An interim report on Citius was submitted to the Ministry of Justice, delivered in June 2012, titled, ‘Planning for the reorganisation of the Judicial Map’ in which three scenarios were suggested due a need to adapt the computer system to the changes that the new judicial map would bring.

Two years earlier, a project was presented to redesign the justice information system due to constraints in the current structure.

A suggestion that the developers work closely with the Magistrates, the Supreme Judicial Council, the Superior Council of the Public Ministry or the Attorney General’s office to define the rules needed when redistributing cases was not taken up.

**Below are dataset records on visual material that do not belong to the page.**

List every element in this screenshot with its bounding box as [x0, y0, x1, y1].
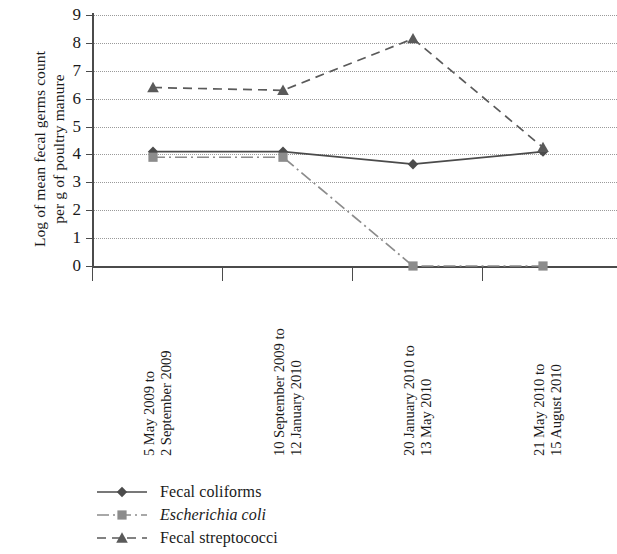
- y-axis-tick-label: 0: [73, 256, 82, 276]
- legend-key-glyph: [96, 482, 148, 502]
- y-axis-tick-label: 9: [73, 5, 82, 25]
- x-axis-category-label: 5 May 2009 to2 September 2009: [141, 286, 165, 456]
- x-axis-category-line-1: 5 May 2009 to: [141, 371, 158, 456]
- legend-item: Fecal streptococci: [96, 526, 278, 549]
- legend-label: Fecal streptococci: [160, 529, 278, 547]
- x-axis-category-line-1: 20 January 2010 to: [401, 345, 418, 456]
- x-axis-category-line-2: 13 May 2010: [418, 379, 435, 456]
- x-axis-tick: [352, 267, 353, 281]
- x-axis-category-label: 20 January 2010 to13 May 2010: [401, 286, 425, 456]
- y-axis-title-line-1: Log of mean fecal germs count: [30, 4, 49, 294]
- x-axis-category-line-2: 15 August 2010: [548, 364, 565, 456]
- square-marker: [278, 153, 287, 162]
- y-axis-tick-label: 8: [73, 33, 82, 53]
- series-line: [153, 39, 543, 148]
- legend-item: Escherichia coli: [96, 503, 278, 526]
- triangle-marker: [407, 33, 419, 43]
- plot-area: 0123456789: [92, 15, 617, 266]
- y-axis-tick-label: 6: [73, 89, 82, 109]
- diamond-marker: [408, 159, 418, 169]
- series-line: [153, 152, 543, 165]
- legend-item: Fecal coliforms: [96, 480, 278, 503]
- legend: Fecal coliformsEscherichia coliFecal str…: [96, 480, 278, 549]
- legend-key-glyph: [96, 528, 148, 548]
- y-axis-tick-label: 1: [73, 228, 82, 248]
- diamond-marker: [117, 486, 127, 496]
- triangle-marker: [537, 142, 549, 152]
- legend-key: [96, 482, 148, 502]
- y-axis-tick-label: 2: [73, 200, 82, 220]
- square-marker: [148, 153, 157, 162]
- y-axis-tick-label: 5: [73, 117, 82, 137]
- x-axis-category-line-2: 2 September 2009: [158, 350, 175, 456]
- legend-key: [96, 505, 148, 525]
- x-axis-category-line-1: 21 May 2010 to: [531, 364, 548, 456]
- x-axis-category-label: 21 May 2010 to15 August 2010: [531, 286, 555, 456]
- y-axis-tick-label: 4: [73, 144, 82, 164]
- legend-key-glyph: [96, 505, 148, 525]
- square-marker: [117, 510, 126, 519]
- legend-label: Escherichia coli: [160, 506, 266, 524]
- y-axis-title-line-2: per g of poultry manure: [49, 4, 68, 294]
- x-axis-tick: [92, 267, 93, 281]
- x-axis-category-label: 10 September 2009 to12 January 2010: [271, 286, 295, 456]
- x-axis-category-line-1: 10 September 2009 to: [271, 328, 288, 456]
- x-axis-tick: [222, 267, 223, 281]
- legend-label: Fecal coliforms: [160, 483, 261, 501]
- square-marker: [538, 261, 547, 270]
- x-axis-tick: [482, 267, 483, 281]
- series-line: [153, 157, 543, 266]
- series-layer: [92, 15, 617, 266]
- x-axis-category-line-2: 12 January 2010: [288, 360, 305, 456]
- legend-key: [96, 528, 148, 548]
- y-axis-tick-label: 3: [73, 172, 82, 192]
- square-marker: [408, 261, 417, 270]
- y-axis-tick-label: 7: [73, 61, 82, 81]
- y-axis-title: Log of mean fecal germs count per g of p…: [30, 4, 68, 294]
- chart-figure: Log of mean fecal germs count per g of p…: [0, 0, 617, 554]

In an audit report released in July this year, the General Inspection of Finance warned of the cost of Citius and the need to rationalise resources.

The report also pointed out that the further payment to a foreign company of €1,195,510 (ex. VAT) on improving Citius, resulting in the Citius Plus version, "had few positive results, limited to the resolution of some safety problems."

In the light of reports on the complexity and mismanagement of the computer system development programme, the panic hiring to fix problems which was money largely wasted, the fact that the system clearly is not yet fit for purpose and the announcement that another system already is being worked on for delivery in 2017, shows management hopelessly adrift, and the Justice Minister at first trying to avoid responsibility for this expensive fiasco.

The end result, whoever is to blame, is that the country’s judicial system is at a standstill to the detriment of its citizens, and the international community looks on with a mixture of bemusement and disappointment as a judicial system that was ludicrously slow before the new computer system was introduced,  and now has ground to an acrimonious halt.